As part of the settlement, the sheriff’s office agreed to create intake videos in American Sign Language at the Jefferson County Jail to help people who are hearing impaired understand the facility’s intake procedures and rules.
“They actually agreed to hire the plaintiff, who is a professional interpreter, as an interpreter, and they made sure that these videos were released in an appropriate manner, and they actually paid her for the time that she spent interpreting,” Montoya said.
“This restorative justice initiative remains a huge achievement for me. None of it would have been possible without Kevin,” Montoya said.
Williams caused waves of shock and ripples, big and small, colleagues said.
After Williams sued Red Rocks in Williams v. Denver in 1999 and Lucas v. Denver in 2016, the amphitheater created policies to make the venue more accessible to people with disabilities.
Kevin Williams blows bubbles with the daughter of a coworker. Williams died Feb. 6 at age 57 and is remembered for his tireless work advocating for disability rights through litigation. (Courtesy of the Colorado Alliance for People with Disabilities)
Williams’ lawsuit prevents scalpers from purchasing all of the front-row seats at Red Rocks, the only wheelchair accessible row except for the back of the amphitheater, Montoya said.
Those lawsuits also helped secure the creation of handicapped parking near the front of the venue, and a shuttle bus still operates to take people with disabilities from the handicapped parking spots to the front of the amphitheater, Montoya said.
“He won more cases than he lost,” Mr. Raiskin said. “He was very scrupulous about ethics. He was strategic in that he explored every possible legal theory that could be used.”
After Williams sued the RTA on behalf of Raiskin and others in 2014, the RTA made changes to its light rail trains.
Raiskin, who uses a wheelchair, said trains did not have enough wheelchair space before Williams filed her “fairly contentious lawsuit.” After the lawsuit, RTD removed seats from trains to make room for wheelchairs, she added.

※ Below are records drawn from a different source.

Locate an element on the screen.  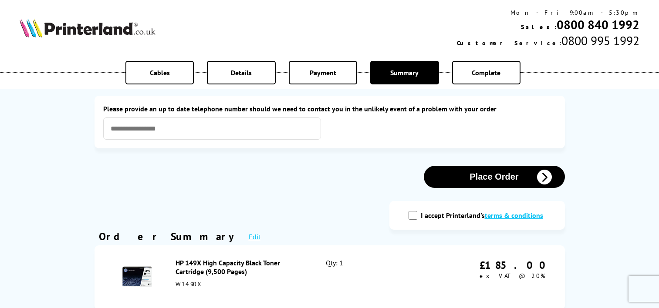
div: Qty: 1 is located at coordinates (371, 278).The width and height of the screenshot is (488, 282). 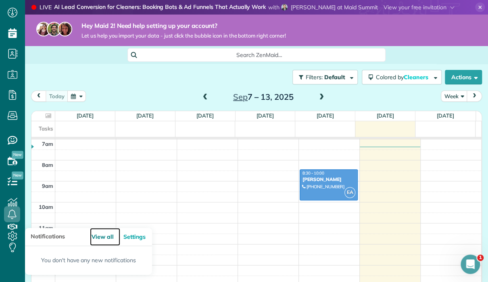 What do you see at coordinates (81, 210) in the screenshot?
I see `textarea: Message…` at bounding box center [81, 210].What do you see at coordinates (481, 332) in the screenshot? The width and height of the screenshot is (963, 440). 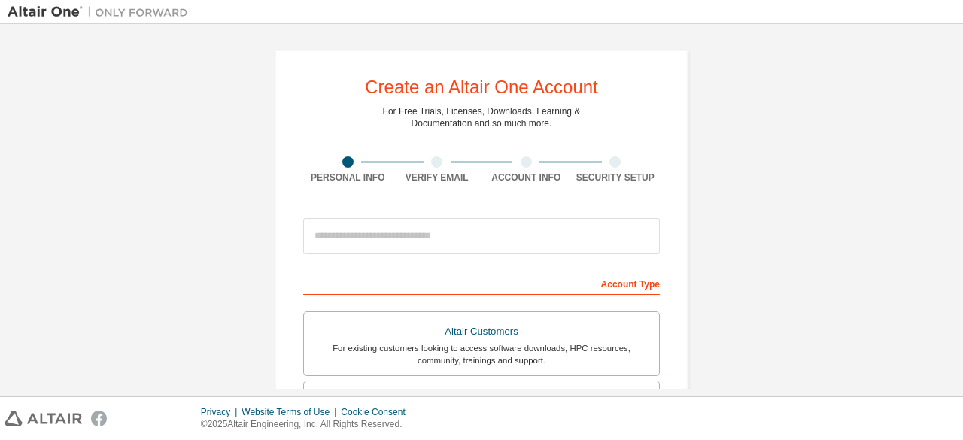 I see `div: Altair Customers` at bounding box center [481, 332].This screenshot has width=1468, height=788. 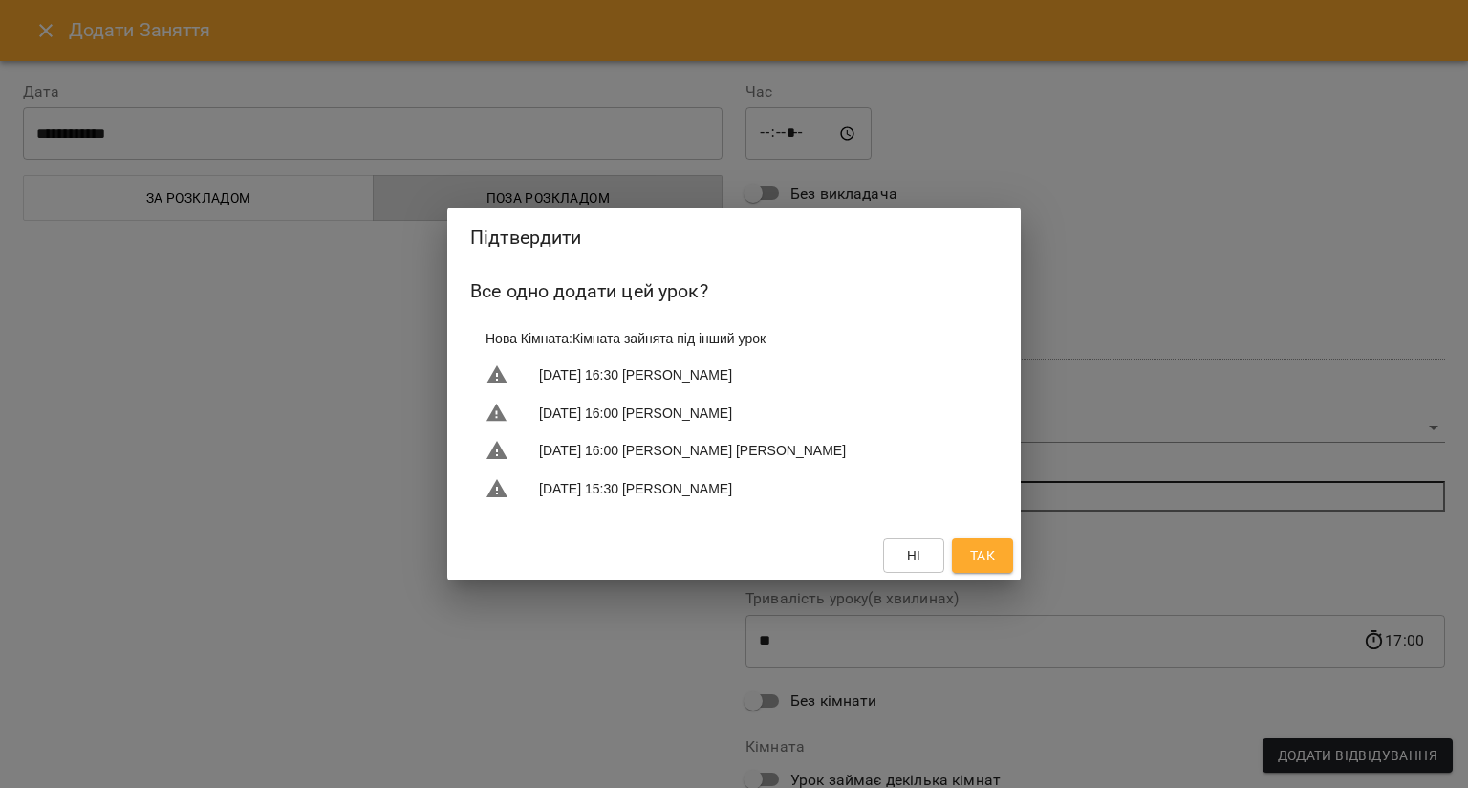 I want to click on button: Так, so click(x=983, y=555). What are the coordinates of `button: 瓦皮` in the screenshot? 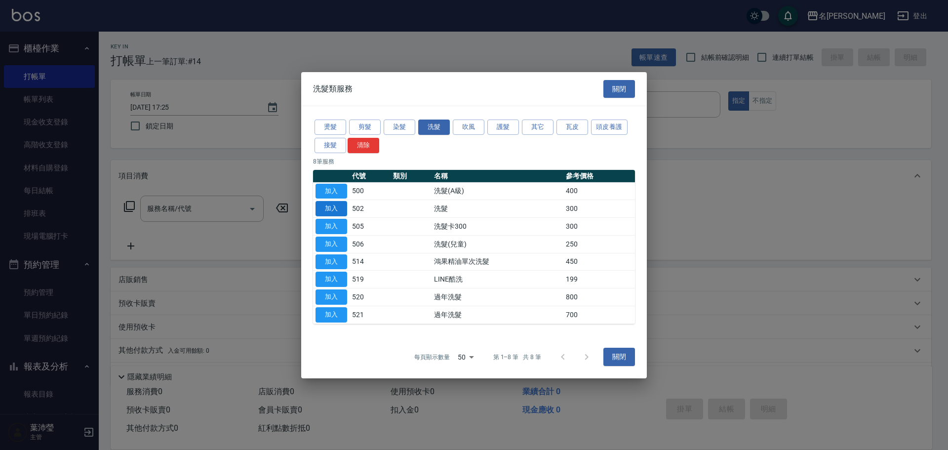 It's located at (572, 127).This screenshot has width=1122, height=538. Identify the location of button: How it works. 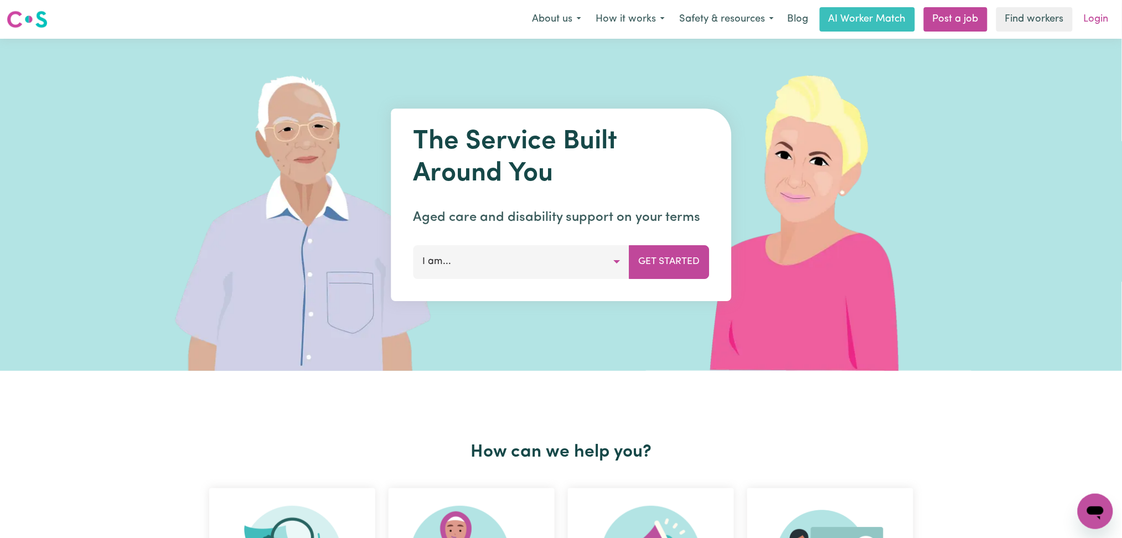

Williams began mentoring Montoya in 2005, soon after Montoya began working as a legal assistant at the Cross Disability Coalition. Williams never treated Montoya like a subordinate; he treated everyone equally, Montoya said.
Williams’ cousin, Marilyn Davis, described him as funny, sarcastic and a fan of children. “It’s very sad,” she said. “I never expected this, but now it bothers me when I hear about the man he was.”
Williams graduated from the University of Colorado at Denver in 1993 and the University of Denver School of Law (now the Sturm School of Law) in 1996.
He has received numerous awards for his litigation work, including the Order of St. Ives from Denver Law School, the Liberty Bell Award from the Denver Bar Association, and the Ralph Carr Award from the American Civil Liberties Union of Colorado.
Kevin Williams died on February 6 at AdventHealth Porter Hospital in Denver. (Courtesy of the Colorado Cross Disability Coalition)
He grew up in the eastern suburbs of Cleveland and moved to Colorado in 1990, the year the Americans with Disabilities Act was passed.
Colleagues said he was a fan of Colorado’s mountain drives, concert venues, music festivals and the local brewing and distilling industry.
“He was always thinking about impact and how to create sustainable change and create programs that continue to protect the civil rights of people with disabilities,” Reiskin said. “All of us with disabilities who live or enjoy life in Colorado are grateful to him for making things more accessible.”
Article type: News
It is based on facts that the reporter has observed and verified firsthand, or that have been reported and verified by knowledgeable sources.